For over three years now, you’ve been the Publisher of The Paris Review, crowning not only 30 years of affiliation, but a career dedicated to bringing the best of Paris to New York, and conversely promoting the best of French culture in the United States.

Your curiosity and love of France extends beyond Paris’ ring road; in this regard you’re more genuinely French than many of us! A keen French slang-enthusiast, you’ve traveled our regions and terroirs with a soft spot for Provence, the Southwest and even the lugubrious Perche Sarthois; your taste in food and wine is said to be as reliable as your literary intuition.

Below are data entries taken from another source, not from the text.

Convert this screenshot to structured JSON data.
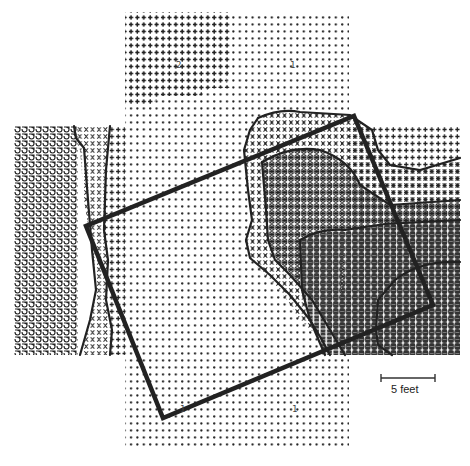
{
  "figure": {
    "type": "character contour map",
    "symbols": [
      {
        "glyph": "•",
        "meaning": "level 1 (lowest density)"
      },
      {
        "glyph": "+",
        "meaning": "level 2"
      },
      {
        "glyph": "X",
        "meaning": "level 3"
      },
      {
        "glyph": "Ө",
        "meaning": "level 4"
      },
      {
        "glyph": "▓",
        "meaning": "level 5 (highest density)"
      },
      {
        "glyph": "ძ",
        "meaning": "left-wing level"
      }
    ],
    "zone_labels": [
      {
        "text": "2",
        "x": 176,
        "y": 66
      },
      {
        "text": "1",
        "x": 290,
        "y": 66
      },
      {
        "text": "1",
        "x": 180,
        "y": 410
      },
      {
        "text": "1",
        "x": 292,
        "y": 410
      }
    ],
    "overlay_square": {
      "corners": [
        [
          354,
          116
        ],
        [
          433,
          305
        ],
        [
          163,
          418
        ],
        [
          86,
          226
        ]
      ],
      "color": "#222222"
    },
    "scale_bar": {
      "label": "5 feet",
      "x1": 381,
      "x2": 435,
      "y": 378
    }
  },
  "colors": {
    "ink": "#222222",
    "paper": "#ffffff"
  }
}
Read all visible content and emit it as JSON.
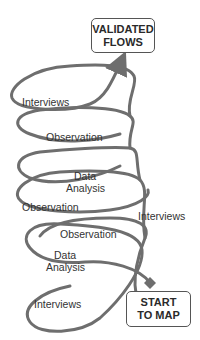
{
  "diagram": {
    "end_box": {
      "line1": "VALIDATED",
      "line2": "FLOWS"
    },
    "start_box": {
      "line1": "START",
      "line2": "TO MAP"
    },
    "loops": [
      {
        "label": "Interviews"
      },
      {
        "label": "Observation"
      },
      {
        "label_line1": "Data",
        "label_line2": "Analysis",
        "label_b": "Observation"
      },
      {
        "label": "Interviews"
      },
      {
        "label": "Observation"
      },
      {
        "label_line1": "Data",
        "label_line2": "Analysis"
      },
      {
        "label": "Interviews"
      }
    ],
    "colors": {
      "stroke": "#6e6e6e",
      "background": "#ffffff",
      "text": "#333333"
    }
  }
}
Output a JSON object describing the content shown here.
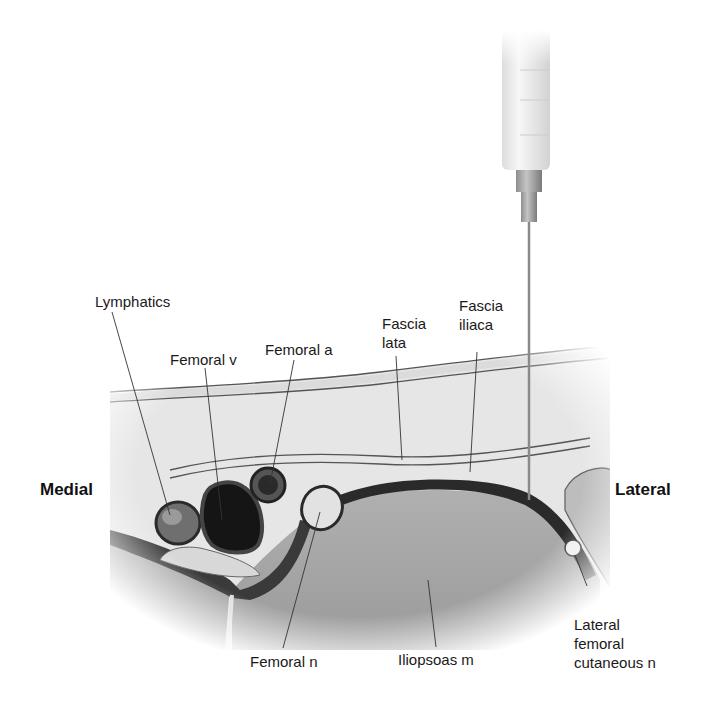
{
  "diagram": {
    "type": "anatomical cross-section",
    "orientation": {
      "left_label": "Medial",
      "right_label": "Lateral"
    },
    "labels": {
      "lymphatics": "Lymphatics",
      "femoral_v": "Femoral v",
      "femoral_a": "Femoral a",
      "fascia_lata_1": "Fascia",
      "fascia_lata_2": "lata",
      "fascia_iliaca_1": "Fascia",
      "fascia_iliaca_2": "iliaca",
      "femoral_n": "Femoral n",
      "iliopsoas_m": "Iliopsoas m",
      "lfcn_1": "Lateral",
      "lfcn_2": "femoral",
      "lfcn_3": "cutaneous n"
    },
    "colors": {
      "background": "#ffffff",
      "tissue_light": "#e4e4e4",
      "muscle": "#a9a9a9",
      "fascia_dark": "#2a2a2a",
      "vessel_dark": "#1c1c1c",
      "syringe": "#eeeeee",
      "needle": "#8a8a8a"
    }
  }
}
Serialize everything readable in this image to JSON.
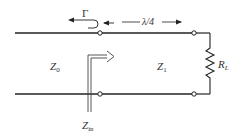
{
  "diagram": {
    "labels": {
      "reflection": "Γ",
      "length": "λ/4",
      "z0_main": "Z",
      "z0_sub": "0",
      "z1_main": "Z",
      "z1_sub": "1",
      "rl_main": "R",
      "rl_sub": "L",
      "zin_main": "Z",
      "zin_sub": "in"
    },
    "colors": {
      "line": "#222222",
      "text": "#333333",
      "background": "#ffffff"
    }
  }
}
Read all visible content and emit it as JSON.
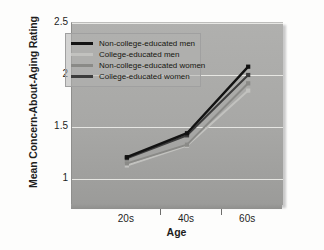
{
  "chart_data": {
    "type": "line",
    "title": "",
    "xlabel": "Age",
    "ylabel": "Mean Concern-About-Aging Rating",
    "categories": [
      "20s",
      "40s",
      "60s"
    ],
    "yticks": [
      "1",
      "1.5",
      "2",
      "2.5"
    ],
    "ytick_values": [
      1,
      1.5,
      2,
      2.5
    ],
    "ylim": [
      0.75,
      2.5
    ],
    "grid": true,
    "legend_position": "upper-left",
    "markers": "square",
    "series": [
      {
        "name": "Non-college-educated men",
        "color": "#121212",
        "values": [
          1.21,
          1.44,
          2.08
        ]
      },
      {
        "name": "College-educated men",
        "color": "#c2c2bf",
        "values": [
          1.13,
          1.32,
          1.85
        ]
      },
      {
        "name": "Non-college-educated women",
        "color": "#8a8a87",
        "values": [
          1.15,
          1.33,
          1.92
        ]
      },
      {
        "name": "College-educated women",
        "color": "#3c3c3c",
        "values": [
          1.2,
          1.42,
          2.0
        ]
      }
    ]
  },
  "axis": {
    "x_title": "Age",
    "y_title": "Mean Concern-About-Aging Rating"
  }
}
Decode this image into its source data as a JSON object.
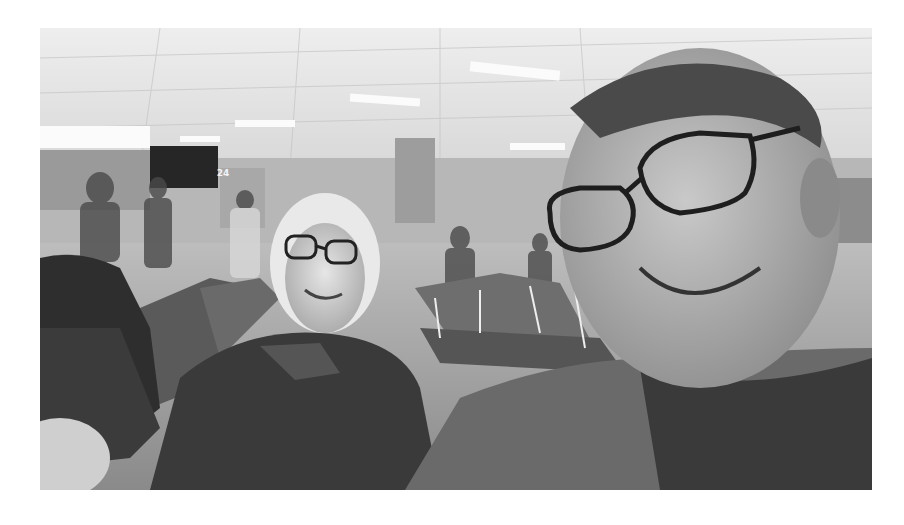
{
  "image": {
    "description": "Grayscale selfie of two people seated in an airport gate waiting area",
    "style": "black-and-white photograph",
    "gate_sign": {
      "number": "24"
    },
    "subjects": [
      {
        "id": "older-woman",
        "description": "elderly woman with white hair and glasses, wearing a dark fleece jacket, smiling"
      },
      {
        "id": "man",
        "description": "man with glasses taking the selfie, wearing a dark t-shirt, smiling"
      }
    ],
    "background": "airport terminal with ceiling tiles and lights, rows of gate seating, other travelers"
  }
}
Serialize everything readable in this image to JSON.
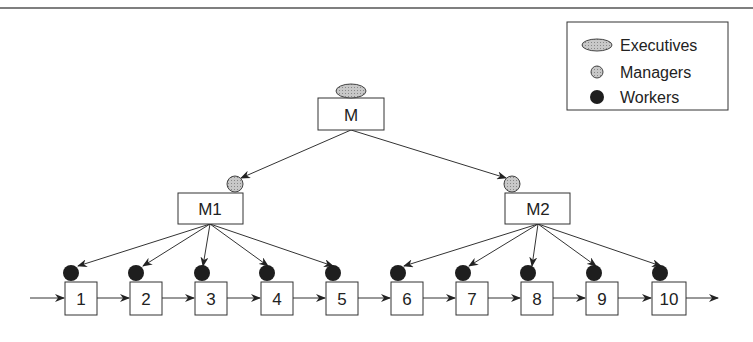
{
  "diagram": {
    "type": "hierarchy",
    "colors": {
      "line": "#333333",
      "executive_fill": "#b8b8b8",
      "manager_fill": "#c4c4c4",
      "worker_fill": "#1e1e1e",
      "box_fill": "#ffffff"
    },
    "legend": {
      "items": [
        {
          "label": "Executives",
          "marker": "ellipse-hatched"
        },
        {
          "label": "Managers",
          "marker": "circle-gray"
        },
        {
          "label": "Workers",
          "marker": "circle-black"
        }
      ]
    },
    "top_node": {
      "label": "M",
      "role": "Executives"
    },
    "managers": [
      {
        "label": "M1",
        "role": "Managers",
        "children": [
          "1",
          "2",
          "3",
          "4",
          "5"
        ]
      },
      {
        "label": "M2",
        "role": "Managers",
        "children": [
          "6",
          "7",
          "8",
          "9",
          "10"
        ]
      }
    ],
    "workers": [
      {
        "label": "1"
      },
      {
        "label": "2"
      },
      {
        "label": "3"
      },
      {
        "label": "4"
      },
      {
        "label": "5"
      },
      {
        "label": "6"
      },
      {
        "label": "7"
      },
      {
        "label": "8"
      },
      {
        "label": "9"
      },
      {
        "label": "10"
      }
    ]
  }
}
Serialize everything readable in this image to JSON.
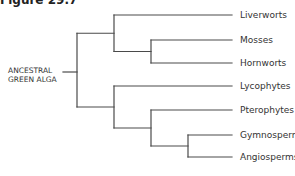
{
  "figure": {
    "title": "Figure 29.7"
  },
  "tree": {
    "root_label_lines": [
      "ANCESTRAL",
      "GREEN ALGA"
    ],
    "newick": "((Liverworts,(Mosses,Hornworts)),(Lycophytes,(Pterophytes,(Gymnosperms,Angiosperms))))",
    "root": {
      "children": [
        {
          "children": [
            {
              "name": "Liverworts"
            },
            {
              "children": [
                {
                  "name": "Mosses"
                },
                {
                  "name": "Hornworts"
                }
              ]
            }
          ]
        },
        {
          "children": [
            {
              "name": "Lycophytes"
            },
            {
              "children": [
                {
                  "name": "Pterophytes"
                },
                {
                  "children": [
                    {
                      "name": "Gymnosperms"
                    },
                    {
                      "name": "Angiosperms"
                    }
                  ]
                }
              ]
            }
          ]
        }
      ]
    },
    "taxa": [
      "Liverworts",
      "Mosses",
      "Hornworts",
      "Lycophytes",
      "Pterophytes",
      "Gymnosperms",
      "Angiosperms"
    ]
  }
}
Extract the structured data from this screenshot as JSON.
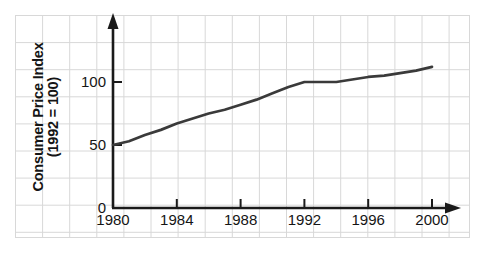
{
  "chart_data": {
    "type": "line",
    "title": "",
    "subtitle": "",
    "xlabel": "",
    "ylabel": "Consumer Price Index (1992 = 100)",
    "ylabel_line1": "Consumer Price Index",
    "ylabel_line2": "(1992 = 100)",
    "xlim": [
      1980,
      2001.5
    ],
    "ylim": [
      0,
      125
    ],
    "yticks": [
      0,
      50,
      100
    ],
    "ytick_labels": [
      "0",
      "50",
      "100"
    ],
    "xticks": [
      1980,
      1984,
      1988,
      1992,
      1996,
      2000
    ],
    "xtick_labels": [
      "1980",
      "1984",
      "1988",
      "1992",
      "1996",
      "2000"
    ],
    "grid": "light-gray background grid over entire figure",
    "legend": "none",
    "legend_position": "none",
    "series": [
      {
        "name": "Consumer Price Index",
        "color": "#3a3a3a",
        "x": [
          1980,
          1981,
          1982,
          1983,
          1984,
          1985,
          1986,
          1987,
          1988,
          1989,
          1990,
          1991,
          1992,
          1993,
          1994,
          1995,
          1996,
          1997,
          1998,
          1999,
          2000
        ],
        "values": [
          50,
          53,
          58,
          62,
          67,
          71,
          75,
          78,
          82,
          86,
          91,
          96,
          100,
          100,
          100,
          102,
          104,
          105,
          107,
          109,
          112
        ]
      }
    ],
    "annotations": [],
    "axis_style": {
      "y_axis_arrow": true,
      "x_axis_arrow": true,
      "axis_color": "#1a1a1a"
    }
  },
  "colors": {
    "line": "#3a3a3a",
    "axis": "#1a1a1a",
    "grid": "#d8d8d8",
    "text": "#151515",
    "background": "#ffffff"
  }
}
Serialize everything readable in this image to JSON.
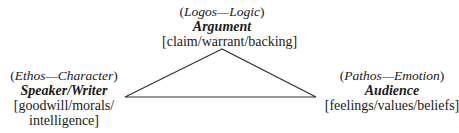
{
  "diagram": {
    "type": "rhetorical-triangle",
    "line_color": "#333333",
    "nodes": {
      "top": {
        "appeal": "Logos",
        "meaning": "Logic",
        "title": "Argument",
        "attributes": "[claim/warrant/backing]"
      },
      "left": {
        "appeal": "Ethos",
        "meaning": "Character",
        "title": "Speaker/Writer",
        "attributes_line1": "[goodwill/morals/",
        "attributes_line2": "intelligence]"
      },
      "right": {
        "appeal": "Pathos",
        "meaning": "Emotion",
        "title": "Audience",
        "attributes": "[feelings/values/beliefs]"
      }
    },
    "separator": "—",
    "open_paren": "(",
    "close_paren": ")"
  }
}
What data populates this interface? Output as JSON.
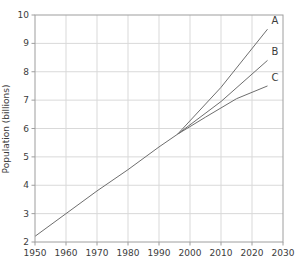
{
  "chart_data": {
    "type": "line",
    "title": "",
    "xlabel": "",
    "ylabel": "Population (billions)",
    "xlim": [
      1950,
      2030
    ],
    "ylim": [
      2,
      10
    ],
    "xticks": [
      1950,
      1960,
      1970,
      1980,
      1990,
      2000,
      2010,
      2020,
      2030
    ],
    "yticks": [
      2,
      3,
      4,
      5,
      6,
      7,
      8,
      9,
      10
    ],
    "grid": true,
    "legend_position": "none",
    "series": [
      {
        "name": "history",
        "label": "",
        "x": [
          1950,
          1960,
          1970,
          1980,
          1990,
          1996
        ],
        "y": [
          2.2,
          3.0,
          3.8,
          4.55,
          5.35,
          5.8
        ]
      },
      {
        "name": "A",
        "label": "A",
        "x": [
          1996,
          2010,
          2025
        ],
        "y": [
          5.8,
          7.45,
          9.5
        ]
      },
      {
        "name": "B",
        "label": "B",
        "x": [
          1996,
          2010,
          2025
        ],
        "y": [
          5.8,
          6.95,
          8.4
        ]
      },
      {
        "name": "C",
        "label": "C",
        "x": [
          1996,
          2005,
          2015,
          2025
        ],
        "y": [
          5.8,
          6.4,
          7.05,
          7.5
        ]
      }
    ],
    "colors": {
      "line": "#6e6e6e",
      "grid": "#d9d9d9",
      "axis": "#9e9e9e",
      "text": "#3c3c3c",
      "background": "#ffffff"
    }
  }
}
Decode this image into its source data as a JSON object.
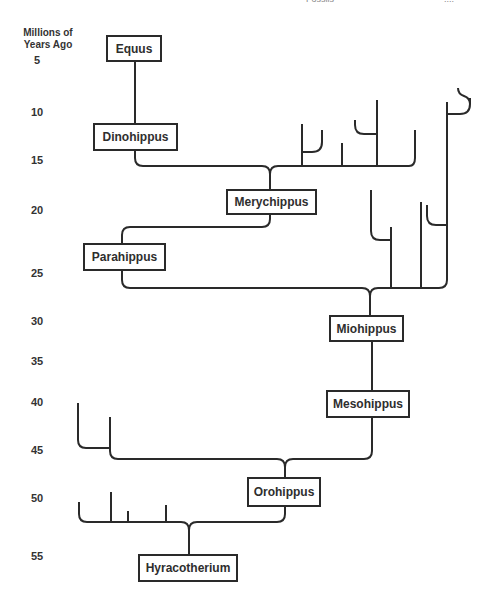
{
  "header_fragments": [
    "Fossils",
    "...."
  ],
  "axis": {
    "title": "Millions of Years Ago",
    "ticks": [
      "5",
      "10",
      "15",
      "20",
      "25",
      "30",
      "35",
      "40",
      "45",
      "50",
      "55"
    ]
  },
  "nodes": {
    "equus": "Equus",
    "dinohippus": "Dinohippus",
    "merychippus": "Merychippus",
    "parahippus": "Parahippus",
    "miohippus": "Miohippus",
    "mesohippus": "Mesohippus",
    "orohippus": "Orohippus",
    "hyracotherium": "Hyracotherium"
  },
  "colors": {
    "line": "#2a2a2a",
    "text": "#2e2e2e",
    "background": "#ffffff"
  }
}
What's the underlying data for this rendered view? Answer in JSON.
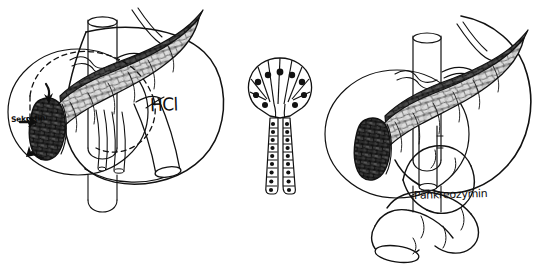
{
  "figure": {
    "background_color": "#ffffff",
    "ink_color": "#111111",
    "width": 555,
    "height": 277
  },
  "panels": {
    "left": {
      "name": "secretin-panel",
      "label": "Sekretin",
      "stimulus_label": "HCl",
      "description": "Pancreas, duodenum and stomach with dashed feedback loop; acid (HCl) in duodenum releases Sekretin which stimulates the pancreas"
    },
    "center": {
      "name": "acinus-panel",
      "description": "Pancreatic acinus with acinar cells and intercalated duct",
      "acinar_cell_count": 9,
      "duct_branches": 2
    },
    "right": {
      "name": "pancreozymin-panel",
      "label": "Pankreozymin",
      "description": "Pancreas with duodenal loops; Pankreozymin (cholecystokinin) released from intestine acts on the pancreas"
    }
  },
  "labels": {
    "sekretin": "Sekretin",
    "hcl": "HCl",
    "pankreozymin": "Pankreozymin"
  },
  "colors": {
    "outline": "#111111",
    "pancreas_light": "#d9d9d9",
    "pancreas_mid": "#9a9a9a",
    "pancreas_dark": "#4a4a4a",
    "pancreas_darkest": "#2b2b2b",
    "nucleus": "#1a1a1a",
    "paper": "#ffffff"
  }
}
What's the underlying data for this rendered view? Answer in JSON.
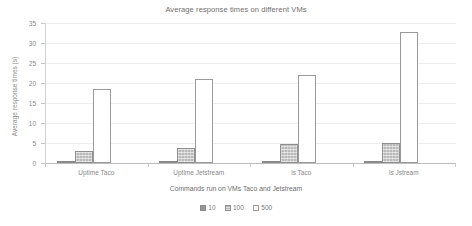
{
  "chart_data": {
    "type": "bar",
    "title": "Average response times on different VMs",
    "xlabel": "Commands run on VMs  Taco and Jetstream",
    "ylabel": "Average response times (s)",
    "categories": [
      "Uptime Taco",
      "Uptime Jetstream",
      "ls Taco",
      "ls Jstream"
    ],
    "series": [
      {
        "name": "10",
        "values": [
          0.4,
          0.2,
          0.4,
          0.2
        ],
        "color": "#969696",
        "style": "solid"
      },
      {
        "name": "100",
        "values": [
          3.1,
          3.7,
          4.7,
          5.0
        ],
        "color": "#b9b9b9",
        "style": "patterned"
      },
      {
        "name": "500",
        "values": [
          18.4,
          21.0,
          22.0,
          32.8
        ],
        "color": "#ffffff",
        "style": "outline"
      }
    ],
    "ylim": [
      0,
      35
    ],
    "yticks": [
      0,
      5,
      10,
      15,
      20,
      25,
      30,
      35
    ],
    "ytick_labels": [
      "0",
      "5",
      "10",
      "15",
      "20",
      "25",
      "30",
      "35"
    ],
    "grid": true,
    "legend_position": "bottom-center"
  }
}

A founding and incredibly active Board Member of the Albertine Bookshop, you’ve been one of our most supportive friends and partners for the past four years. Your backing for the launch of the Albertine Prize was of invaluable help. You’re also a regular Jurist of the Translation Prize of the French-American Foundation for the best translation from French to English. For your sustained commitment to the shared goals and collaborative projects with the French Embassy, we are forever grateful.

Dear Susannah, your fine and thorough knowledge of French language and literature, your dedication to intellectual exchange between France and the United States, and your fervent enthusiasm make you the dream ambassador of French culture in New York. We truly are lucky to have you by our side to promote the French culture and art of living, which you not only advocate but also fully epitomize.

For all of these reasons, I’m glad to bestow this decoration upon a brilliant ally, and a dear friend.

Susannah Hunnewell, au nom du gouvernement français, je vous fais chevalier dans l’Ordre des Arts et des Lettres.